I posted the definition earlier to point out, it’s not hatred, it’s bigotry.
adjective
1.
having or revealing an obstinate belief in the superiority of one’s own opinions and a prejudiced intolerance of the opinions of others.
The problem with this definition is that it would, by definition, imply that every belief concerning obligatory moral principles would be “intolerant” precisely because moral principles would supercede or “be superior” to opinions to the contrary.
It would be impossible to hold any kind of “moral” position because every moral position - given that moral beliefs are by definition, obligatory (and so allowing no tolerance) - would be, ipso facto, bigoted because anyone holding a moral position would claim such a position to be superior and intolerant to all immoral opinions to the contrary.
Your point is nothing less than an argument for moral relativism and against any possible supreme moral position. It assumes no one is right and every position is merely an opinion.
Obstinate and prejudiced intolerance are think are important qualifiers. It’s not simply a difference of opinion.
Slavery isn’t a good analogy. A slave isn’t a willing participant. People in gay marriages are. No one is forced to get gay married.
Ah, yes, but business owners ARE being forced to provide a product they, in good conscience, are unwilling to provide. They are unwilling participants in what they view as an immoral business activity: providing goods their conscience is telling them they are not to provide. They are being forced to provide these against their will. These business owners are not forcing anyone to not be “gay” they are simply voicing a moral objection to the very idea that “marriage” can be so reinterpreted.
What you seem to be up to is attempting to re-categorize a moral position as “bigoted” in order to dismiss it. Again, by your definition of bigoted, every moral position that disagrees with yours could be categorized as bigoted merely because it differs from yours.
Unfortunately for you, however, you are not immune from the charge of bigoted since your position remains “bigoted” under your definition because you, too, are showing “an obstinate belief in the superiority of one’s own opinions and a prejudiced intolerance of the opinions of others” regarding your opinion of traditional marriage.

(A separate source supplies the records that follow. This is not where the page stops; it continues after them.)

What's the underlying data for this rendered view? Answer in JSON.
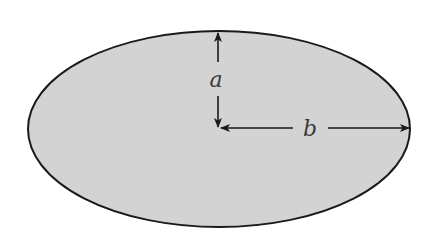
{
  "diagram": {
    "shape": "ellipse",
    "fill_color": "#d3d3d3",
    "stroke_color": "#1a1a1a",
    "background": "#ffffff",
    "center": {
      "x": 219,
      "y": 129
    },
    "rx": 191,
    "ry": 98,
    "labels": {
      "semi_minor": "a",
      "semi_major": "b"
    }
  }
}
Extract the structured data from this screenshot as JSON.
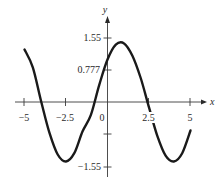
{
  "chart_data": {
    "type": "line",
    "title": "",
    "xlabel": "x",
    "ylabel": "y",
    "xlim": [
      -5,
      5
    ],
    "ylim": [
      -1.55,
      1.55
    ],
    "grid": false,
    "legend": null,
    "x_ticks": [
      -5,
      -2.5,
      0,
      2.5,
      5
    ],
    "x_tick_labels": [
      "−5",
      "−2.5",
      "0",
      "2.5",
      "5"
    ],
    "y_ticks": [
      1.55,
      0.777,
      -0.777,
      -1.55
    ],
    "y_tick_labels": [
      "1.55",
      "0.777",
      "",
      "−1.55"
    ],
    "series": [
      {
        "name": "f(x)",
        "description": "sinusoid approx 1.45*sin(x+0.79)",
        "x": [
          -5,
          -4.5,
          -4,
          -3.5,
          -3,
          -2.5,
          -2,
          -1.5,
          -1,
          -0.5,
          0,
          0.5,
          1,
          1.5,
          2,
          2.5,
          3,
          3.5,
          4,
          4.5,
          5
        ],
        "y": [
          1.27,
          0.84,
          0.02,
          -0.74,
          -1.27,
          -1.44,
          -1.24,
          -0.71,
          -0.31,
          0.41,
          1.03,
          1.39,
          1.42,
          1.12,
          0.58,
          -0.13,
          -0.82,
          -1.3,
          -1.44,
          -1.24,
          -0.69
        ]
      }
    ],
    "extrema": {
      "max": {
        "x": 0.78,
        "y": 1.45
      },
      "min_left": {
        "x": -2.36,
        "y": -1.45
      },
      "min_right": {
        "x": 3.93,
        "y": -1.45
      }
    },
    "zeros": [
      -3.93,
      -0.79,
      2.35
    ]
  },
  "labels": {
    "x_axis": "x",
    "y_axis": "y",
    "xt_m5": "−5",
    "xt_m25": "−2.5",
    "xt_0": "0",
    "xt_25": "2.5",
    "xt_5": "5",
    "yt_155": "1.55",
    "yt_0777": "0.777",
    "yt_m155": "−1.55"
  },
  "colors": {
    "curve": "#1a1a1a",
    "axis": "#3a3a3a",
    "background": "#ffffff"
  }
}
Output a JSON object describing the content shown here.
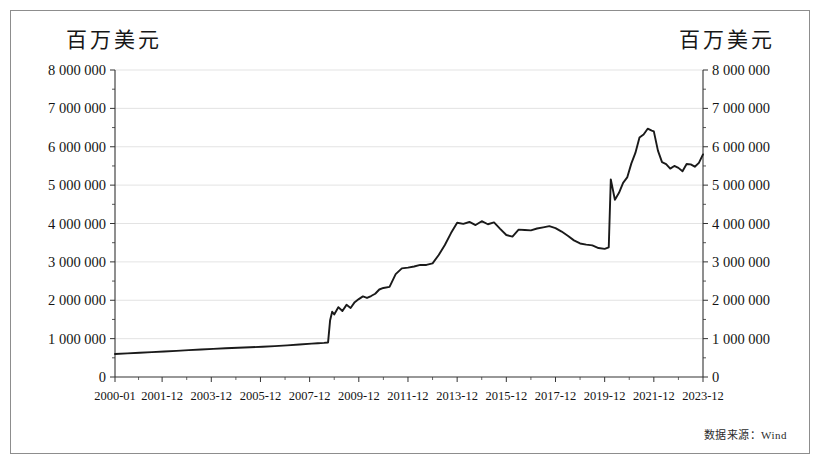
{
  "figure": {
    "left_axis_title": "百万美元",
    "right_axis_title": "百万美元",
    "source_note": "数据来源：Wind",
    "frame_color": "#8d8d8d",
    "line_color": "#1a1a1a",
    "grid_color": "#dcdcdc"
  },
  "chart_data": {
    "type": "line",
    "title": "",
    "subtitle": "",
    "xlabel": "",
    "ylabel": "百万美元",
    "y2label": "百万美元",
    "grid": true,
    "legend": null,
    "ylim": [
      0,
      8000000
    ],
    "ytick_labels": [
      "8 000 000",
      "7 000 000",
      "6 000 000",
      "5 000 000",
      "4 000 000",
      "3 000 000",
      "2 000 000",
      "1 000 000",
      "0"
    ],
    "yticks": [
      8000000,
      7000000,
      6000000,
      5000000,
      4000000,
      3000000,
      2000000,
      1000000,
      0
    ],
    "xtick_labels": [
      "2000-01",
      "2001-12",
      "2003-12",
      "2005-12",
      "2007-12",
      "2009-12",
      "2011-12",
      "2013-12",
      "2015-12",
      "2017-12",
      "2019-12",
      "2021-12",
      "2023-12"
    ],
    "xlim": [
      "2000-01",
      "2023-12"
    ],
    "x_unit": "month",
    "series": [
      {
        "name": "规模",
        "x": [
          "2000-01",
          "2000-07",
          "2001-01",
          "2001-07",
          "2002-01",
          "2002-07",
          "2003-01",
          "2003-07",
          "2004-01",
          "2004-07",
          "2005-01",
          "2005-07",
          "2006-01",
          "2006-07",
          "2007-01",
          "2007-07",
          "2008-01",
          "2008-04",
          "2008-07",
          "2008-09",
          "2008-10",
          "2008-11",
          "2008-12",
          "2009-02",
          "2009-04",
          "2009-06",
          "2009-08",
          "2009-10",
          "2009-12",
          "2010-02",
          "2010-04",
          "2010-06",
          "2010-08",
          "2010-10",
          "2010-12",
          "2011-03",
          "2011-06",
          "2011-09",
          "2011-12",
          "2012-03",
          "2012-06",
          "2012-09",
          "2012-12",
          "2013-03",
          "2013-06",
          "2013-09",
          "2013-12",
          "2014-03",
          "2014-06",
          "2014-09",
          "2014-12",
          "2015-03",
          "2015-06",
          "2015-09",
          "2015-12",
          "2016-03",
          "2016-06",
          "2016-09",
          "2016-12",
          "2017-03",
          "2017-06",
          "2017-09",
          "2017-12",
          "2018-03",
          "2018-06",
          "2018-09",
          "2018-12",
          "2019-03",
          "2019-06",
          "2019-09",
          "2019-12",
          "2020-02",
          "2020-03",
          "2020-05",
          "2020-07",
          "2020-09",
          "2020-11",
          "2021-01",
          "2021-03",
          "2021-05",
          "2021-07",
          "2021-09",
          "2021-11",
          "2021-12",
          "2022-02",
          "2022-04",
          "2022-06",
          "2022-08",
          "2022-10",
          "2022-12",
          "2023-02",
          "2023-04",
          "2023-06",
          "2023-08",
          "2023-10",
          "2023-12"
        ],
        "values": [
          600000,
          615000,
          630000,
          648000,
          665000,
          682000,
          700000,
          718000,
          733000,
          748000,
          762000,
          775000,
          790000,
          805000,
          825000,
          845000,
          870000,
          880000,
          890000,
          900000,
          1480000,
          1700000,
          1630000,
          1820000,
          1720000,
          1880000,
          1800000,
          1950000,
          2030000,
          2100000,
          2060000,
          2110000,
          2170000,
          2280000,
          2320000,
          2350000,
          2680000,
          2830000,
          2850000,
          2880000,
          2920000,
          2920000,
          2960000,
          3180000,
          3440000,
          3750000,
          4020000,
          3990000,
          4040000,
          3960000,
          4060000,
          3980000,
          4030000,
          3860000,
          3700000,
          3660000,
          3840000,
          3830000,
          3820000,
          3870000,
          3900000,
          3930000,
          3880000,
          3790000,
          3680000,
          3560000,
          3480000,
          3450000,
          3430000,
          3360000,
          3340000,
          3380000,
          5150000,
          4620000,
          4800000,
          5060000,
          5200000,
          5560000,
          5840000,
          6240000,
          6320000,
          6470000,
          6420000,
          6400000,
          5900000,
          5600000,
          5550000,
          5430000,
          5500000,
          5450000,
          5360000,
          5550000,
          5540000,
          5480000,
          5580000,
          5800000
        ]
      }
    ],
    "annotations": [
      {
        "label": "2008年金融危机后快速扩张起点",
        "x": "2008-10",
        "y": 1480000
      },
      {
        "label": "2020年疫情后跳升",
        "x": "2020-03",
        "y": 5150000
      },
      {
        "label": "峰值",
        "x": "2021-09",
        "y": 6470000
      }
    ]
  }
}
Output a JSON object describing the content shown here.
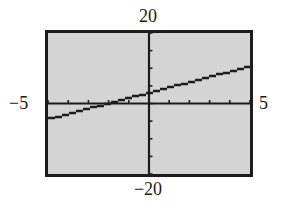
{
  "window": {
    "xmin_label": "−5",
    "xmax_label": "5",
    "ymax_label": "20",
    "ymin_label": "−20"
  },
  "colors": {
    "screen_bg": "#d4d4d4",
    "axis": "#1c1c1c",
    "line": "#1c1c1c",
    "frame": "#1c1c1c"
  },
  "chart_data": {
    "type": "line",
    "title": "",
    "xlabel": "",
    "ylabel": "",
    "xlim": [
      -5,
      5
    ],
    "ylim": [
      -20,
      20
    ],
    "xscl": 1,
    "yscl": 5,
    "grid": false,
    "legend": null,
    "series": [
      {
        "name": "y = 1.5x + 3",
        "x": [
          -5,
          -4,
          -3,
          -2,
          -1,
          0,
          1,
          2,
          3,
          4,
          5
        ],
        "y": [
          -4.5,
          -3,
          -1.5,
          0,
          1.5,
          3,
          4.5,
          6,
          7.5,
          9,
          10.5
        ]
      }
    ],
    "tick_labels": {
      "x_left": "−5",
      "x_right": "5",
      "y_top": "20",
      "y_bottom": "−20"
    }
  }
}
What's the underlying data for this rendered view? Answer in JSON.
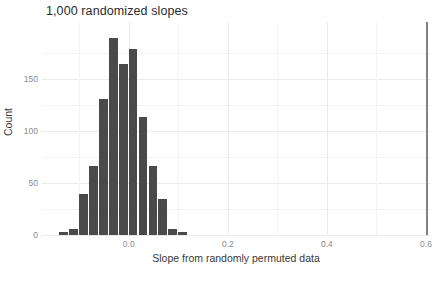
{
  "chart_data": {
    "type": "bar",
    "title": "1,000 randomized slopes",
    "xlabel": "Slope from randomly permuted data",
    "ylabel": "Count",
    "xlim": [
      -0.175,
      0.608
    ],
    "ylim": [
      0,
      205
    ],
    "grid": true,
    "legend": null,
    "bin_width": 0.02,
    "bar_color": "#4a4a4a",
    "categories": [
      -0.13,
      -0.11,
      -0.09,
      -0.07,
      -0.05,
      -0.03,
      -0.01,
      0.01,
      0.03,
      0.05,
      0.07,
      0.09,
      0.11
    ],
    "values": [
      3,
      6,
      39,
      66,
      131,
      190,
      165,
      179,
      114,
      66,
      35,
      6,
      3
    ],
    "xticks": [
      {
        "value": 0.0,
        "label": "0.0"
      },
      {
        "value": 0.2,
        "label": "0.2"
      },
      {
        "value": 0.4,
        "label": "0.4"
      },
      {
        "value": 0.6,
        "label": "0.6"
      }
    ],
    "yticks": [
      {
        "value": 0,
        "label": "0"
      },
      {
        "value": 50,
        "label": "50"
      },
      {
        "value": 100,
        "label": "100"
      },
      {
        "value": 150,
        "label": "150"
      }
    ],
    "annotations": [
      {
        "name": "observed-slope-line",
        "type": "vline",
        "x": 0.6,
        "color": "#828282"
      }
    ]
  }
}
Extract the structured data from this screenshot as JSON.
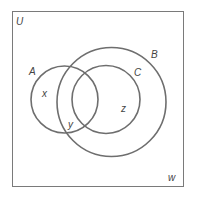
{
  "diagram": {
    "type": "venn",
    "universe_label": "U",
    "sets": [
      {
        "label": "A",
        "cx": 64.5,
        "cy": 99.5,
        "r": 33.5
      },
      {
        "label": "B",
        "cx": 111.5,
        "cy": 102,
        "r": 54.5
      },
      {
        "label": "C",
        "cx": 106,
        "cy": 99.5,
        "r": 34
      }
    ],
    "region_labels": {
      "x": "x",
      "y": "y",
      "z": "z",
      "w": "w"
    },
    "stroke_color": "#707070",
    "border_color": "#808080"
  }
}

I can affirm gay marriage and it doesn’t disparage or negate other forms of marriage, so I think making a case for intolerance is hard to make. It is more inclusive not less. There is room for many forms of marriage Catholic Marriage, Protestant Marriage, Jewish marriage, Muslim marriage, and Civil marriage, gay and straight.
Every other form of marriage you list has one distinctive trait - the possibility of creating new life, whether that life be Catholic, Protestant, Jewish, Moslem or “civil.” We are not talking about being more inclusive to a workable definition of marriage, we are speaking of redefining to the point of making it unrecognizable.
I have challenged others in these fora before to provide a definition of marriage that includes same sex couples that does not open, by definition, marriage to two brothers, two sisters, mother-daughter, father-son, and a host of other unsavory possibilities. Marriage simply becomes a meaningless reality - which is, I suggest, the goal of the proponents of redefinition.
You are welcome to provide a definition of marriage that doesn’t make marriage a meaningless legal term.
It’s not as if every time a gay couple is married a heterosexual couple has to get divorced or are not allowed to marry in the first place.
The problem is with the redefinition itself which will result in a complete loss of any legal protection to the biological capacity of two human beings to create new life. You may not see any value in that, but that simply means you don’t understand why such a capacity requires legal safeguard. That is clear from the mere fact you are defending redefinition.